BCE decided to upgrade from Dynamics AX 2012 to Dynamics 365 Finance, starting the process in 2021 and sending the new system live early 2022. But instead of migrating its complex on-premise system straight to the cloud, the organisation embarked on a major reimplementation project.

“We went right back to the bones of what the system could do and how we could configure it to meet all the needs of BCE,” Edwards-Williams explains.

“Our schools all have very different profiles. We’ve got very tiny schools and outback schools that don’t have many students, right up to large schools that have 150 staff and are very complex, almost running as businesses on their own.”

Williams says BCE needed to ensure that its new cloud-based software-as-a-service solution was big enough and scalable enough to manage this level of complexity.

“The way that we needed to set up Dynamics 365 is quite unique to other systems in organisations in terms of financial delegation and management,” she explains. “We required proper fiscal oversight on a per-school basis. It meant that we had to set up individual instances of Dynamics 365 for every single one of our schools, as well as for us as an office.”

Supportive partners accelerate deployment

Guided by Microsoft partner Empired and Microsoft’s FastTrack advisory service, BCE deployed its new finance and operations system across 177 entities in just eight months.

“I can’t speak highly enough of the support that FastTrack provided as we carried out this project,” Edwards-Williams says. “We were able to easily tap in and get advice on moving forward and getting rid of blockers along the way.

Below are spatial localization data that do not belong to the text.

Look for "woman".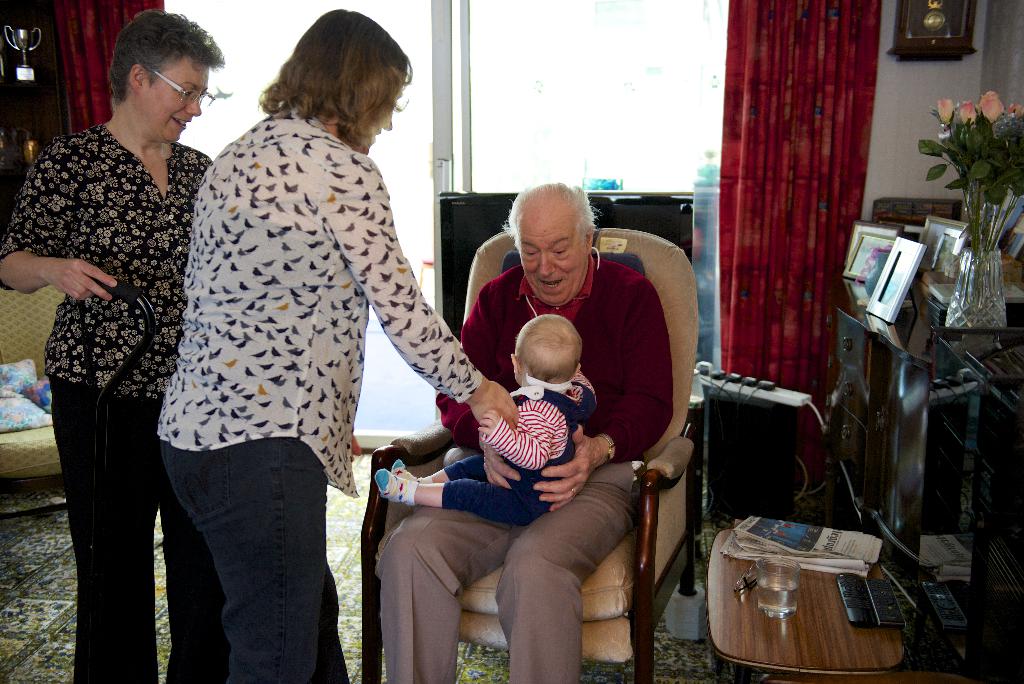
Found: x1=30, y1=0, x2=208, y2=664.
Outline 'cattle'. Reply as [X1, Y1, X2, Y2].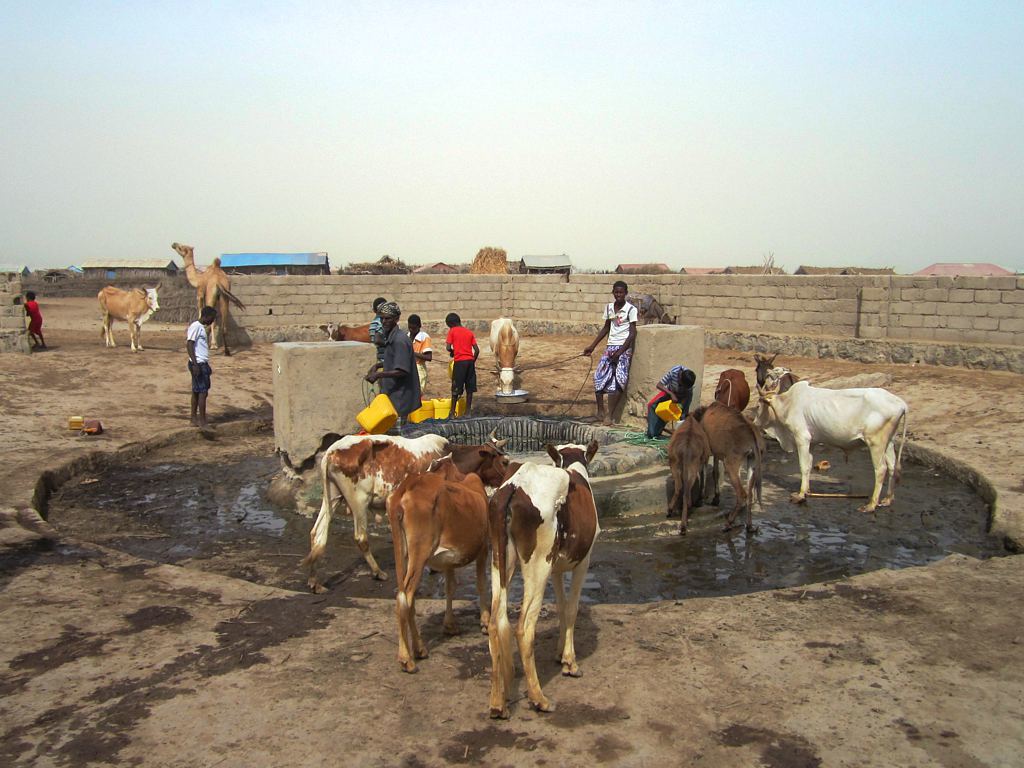
[386, 472, 487, 674].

“And the team at Empired are high-quality people. They were a perfect cultural fit for us and were crucial to helping our team achieve what they did.”

BCE also used other Microsoft technologies to ensure a smooth deployment. These included Microsoft Teams, which enabled the organisation’s IT team to work in separate locations and minimise the risk of a COVID-19 outbreak, and Azure DevOps.

“DevOps was a fantastic tool for transparency across everything happening on that project – when things were happening and who was responsible,” Edwards-Williams says.

Ensuring data quality and consistency

The revamped finance and operations system has already delivered several benefits.

“The project has helped us tidy up business practices and processes across the organisation, and the system’s user-friendliness is coming to fruition,” Edwards-Williams says. “People are enjoying the new experience of the system. It’s got a much nicer and more modern-looking user interface.”

The cloud-based solution has also enabled BCE to standardise processes across each school, big and small. As a result, the organisation has noticed a significant improvement in the quality of its data, which is now being fed into Microsoft PowerBI.

“That quality and consistency is becoming evident in our reporting and insights.” Edwards-Williams says. “We’re comparing apples with apples, whereas previously all schools were doing different things, requiring a lot of manual manipulation by our finance team to try and pull reporting in.”

Moving to the cloud has reduced business risk for BCE, with its on-premise system no longer under threat from natural disasters such as floods and bushfires.

Lisa Camus, Portfolio Manager at BCE, says the solution has also improved employee productivity by giving staff a more flexible and secure work environment.

“Knowing that we’ve got a whole gamut of things to keep our system secure and that the onus isn’t just on our organisation is a real benefit,” she says.

“When we think about the diversity of our workplace now, and when we’ve had COVID and had to go into lockdown, the ability for people to use their own devices and how we manage that is easier with a cloud-based product and a secure product that’s looked after by a big organisation like Microsoft.”

BCE is already looking to add new modules and functions to its cloud-based system, including purchase orders and customer relationship management.

“We have that core foundation now where we know what the process is, which is going to make it so much easier to scale out,” Williams says. “That core foundation is going to pay dividends not just now, but for all the future work that we now want to engage in over the next few years.”